Ozpin turned to the boy, unsure if he was more surprised by his gall or his bull-headed honesty. In the background, Ozma started to chuckle.
“I did not lie before. I – we – do not know where to go from here.” And after so many lifetimes trying, maybe it was time to admit they just weren’t cut out for the task.
But it was Oscar, despite how he often quivered in the face of Grimm, who nodded and said. “Yeah, I know. And that’s scary.” He shifted on his feet, admitting softly, “But it’s even scarier facing it alone.”
That, more than anything, snapped him into wakefulness. You are meant to be guiding him Oz. What are you doing?
He placed a hand on his shoulder, knowing how much weight it was already carrying and much, much too much for one so young. “I’m so sorry, Oscar.”
“I am sorry too.” Ozma finally spoke, crossing over to them. “To both of you; that you must bear the burden of my mistakes as if they are your own.” He looked to each of them. “But if it is something we must bear together, then let us bear it equally, as we too should be.”
Oscar’s eyebrow rose in confusion, looking towards him for help. “Uhh…?”
He smiled. “He means that I need to stop treating you like a child."
“Oh.” He replied, seeming to take that newfound growth in. Whatever conclusion he came to made him nod once more, before he spoke again, “I’m sorry to both of you as well. I thought I was doing something right, with Jinn.

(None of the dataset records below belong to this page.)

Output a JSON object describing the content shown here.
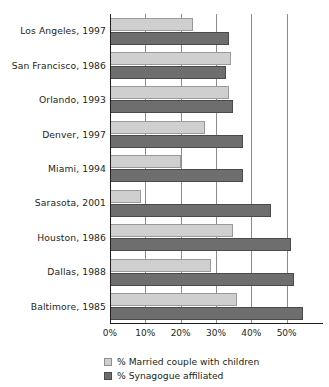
{
  "chart_data": {
    "type": "bar",
    "orientation": "horizontal",
    "title": "",
    "xlabel": "",
    "ylabel": "",
    "xlim": [
      0,
      60
    ],
    "grid": true,
    "legend_position": "bottom",
    "tick_labels": [
      "0%",
      "10%",
      "20%",
      "30%",
      "40%",
      "50%"
    ],
    "tick_values": [
      0,
      10,
      20,
      30,
      40,
      50
    ],
    "categories": [
      "Los Angeles, 1997",
      "San Francisco, 1986",
      "Orlando, 1993",
      "Denver, 1997",
      "Miami, 1994",
      "Sarasota, 2001",
      "Houston, 1986",
      "Dallas, 1988",
      "Baltimore, 1985"
    ],
    "series": [
      {
        "name": "% Married couple with children",
        "color": "#cfcfcf",
        "values": [
          23.5,
          34.3,
          33.6,
          26.8,
          20.2,
          8.9,
          34.7,
          28.6,
          36.0
        ]
      },
      {
        "name": "% Synagogue affiliated",
        "color": "#6e6e6e",
        "values": [
          33.6,
          32.9,
          34.7,
          37.7,
          37.5,
          45.5,
          51.3,
          52.1,
          54.7
        ]
      }
    ]
  }
}
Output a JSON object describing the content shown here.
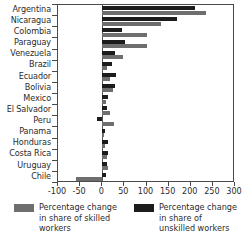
{
  "chart_data": {
    "type": "bar",
    "orientation": "horizontal",
    "title": "",
    "xlabel": "",
    "ylabel": "",
    "xlim": [
      -100,
      300
    ],
    "grid": false,
    "legend_position": "bottom",
    "categories": [
      "Argentina",
      "Nicaragua",
      "Colombia",
      "Paraguay",
      "Venezuela",
      "Brazil",
      "Ecuador",
      "Bolivia",
      "Mexico",
      "El Salvador",
      "Peru",
      "Panama",
      "Honduras",
      "Costa Rica",
      "Uruguay",
      "Chile"
    ],
    "xticks": [
      -100,
      -50,
      0,
      50,
      100,
      150,
      200,
      250,
      300
    ],
    "xticklabels": [
      "-100",
      "-50",
      "0",
      "50",
      "100",
      "150",
      "200",
      "250",
      "300"
    ],
    "series": [
      {
        "name": "Percentage change in share of unskilled workers",
        "color": "#1c1c1c",
        "values": [
          210,
          170,
          45,
          52,
          28,
          22,
          30,
          29,
          14,
          10,
          -11,
          6,
          13,
          14,
          11,
          9
        ]
      },
      {
        "name": "Percentage change in share of skilled workers",
        "color": "#6e6e6e",
        "values": [
          235,
          133,
          100,
          100,
          46,
          11,
          18,
          24,
          8,
          18,
          27,
          4,
          7,
          10,
          13,
          -60
        ]
      }
    ]
  },
  "legend": {
    "entries": [
      {
        "swatch": "skilled",
        "label": "Percentage change in share of skilled workers"
      },
      {
        "swatch": "unskilled",
        "label": "Percentage change in share of unskilled workers"
      }
    ]
  }
}
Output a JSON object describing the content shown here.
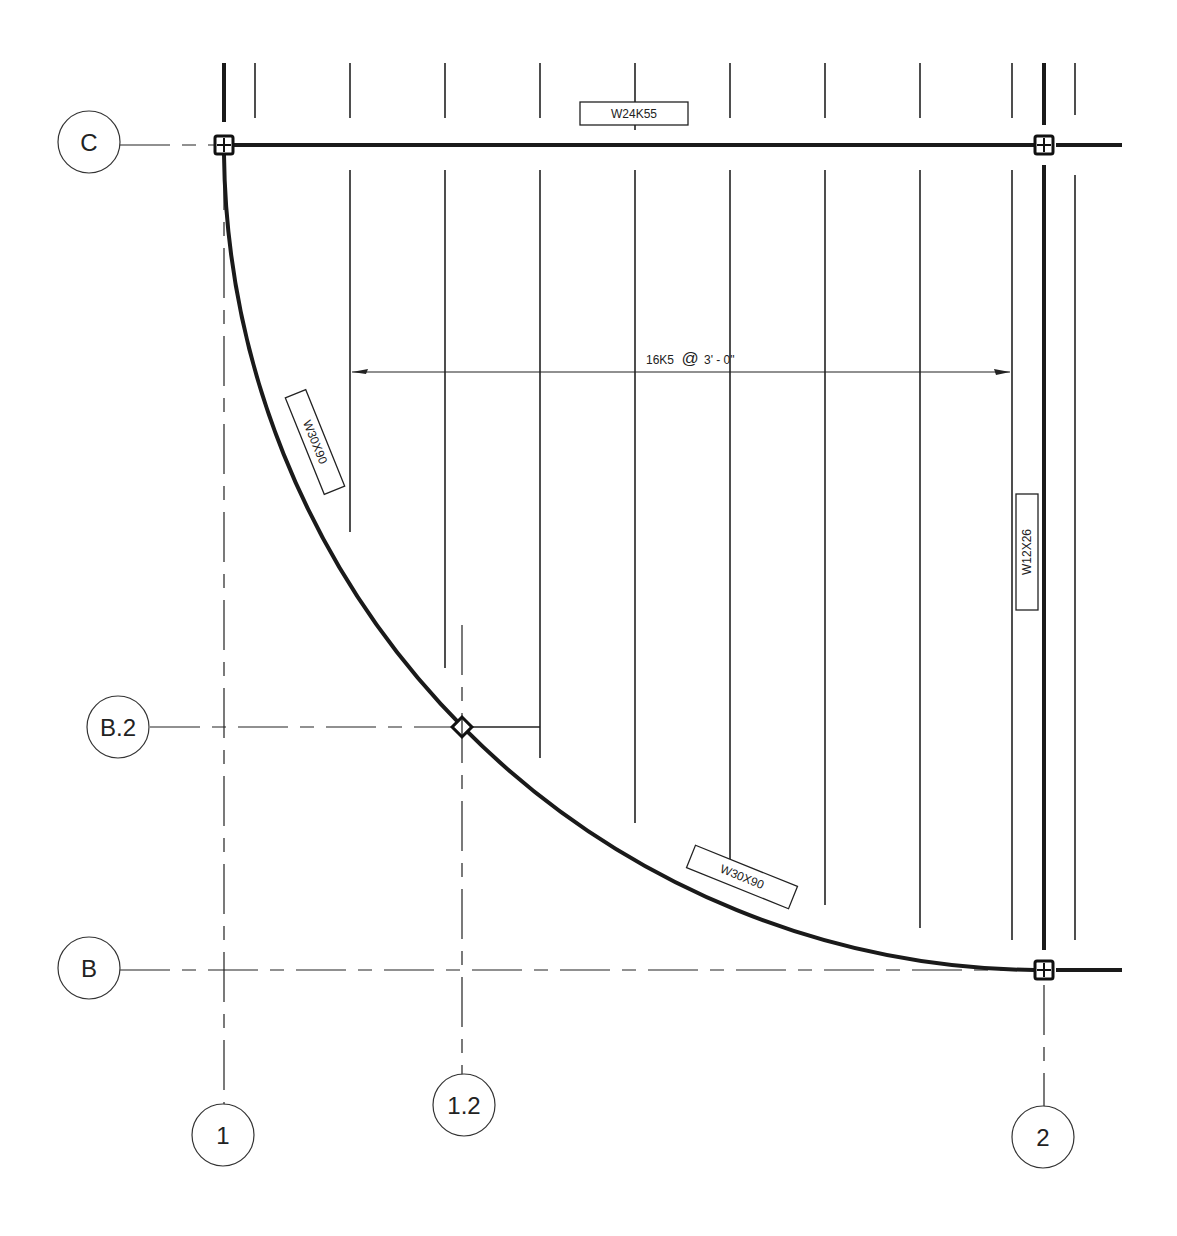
{
  "drawing": {
    "type": "structural framing plan",
    "grid_lines": {
      "horizontal": [
        {
          "label": "C",
          "y": 145
        },
        {
          "label": "B.2",
          "y": 727
        },
        {
          "label": "B",
          "y": 970
        }
      ],
      "vertical": [
        {
          "label": "1",
          "x": 224
        },
        {
          "label": "1.2",
          "x": 462
        },
        {
          "label": "2",
          "x": 1044
        }
      ]
    },
    "beams": {
      "top_beam": "W24K55",
      "curved_beam_upper": "W30X90",
      "curved_beam_lower": "W30X90",
      "right_beam": "W12X26"
    },
    "joist_dimension": {
      "designation": "16K5",
      "at_symbol": "@",
      "spacing": "3' - 0\""
    },
    "colors": {
      "line": "#222222",
      "background": "#ffffff"
    }
  }
}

I thought I was helping but all it did was end up hurting everyone.”
“You are certainly not the only one.” Ozpin agreed. The more he let those words sink in, the more he realized he was not the only one who needed to hear them. “Oscar?”
“Yes?”
“When we awaken, there’s someone I’ll need to speak with.”
The boy frowned. “Okay. But if he punches us again, I’m hitting him with the cane.”
Ozpin finally found it in him to laugh again.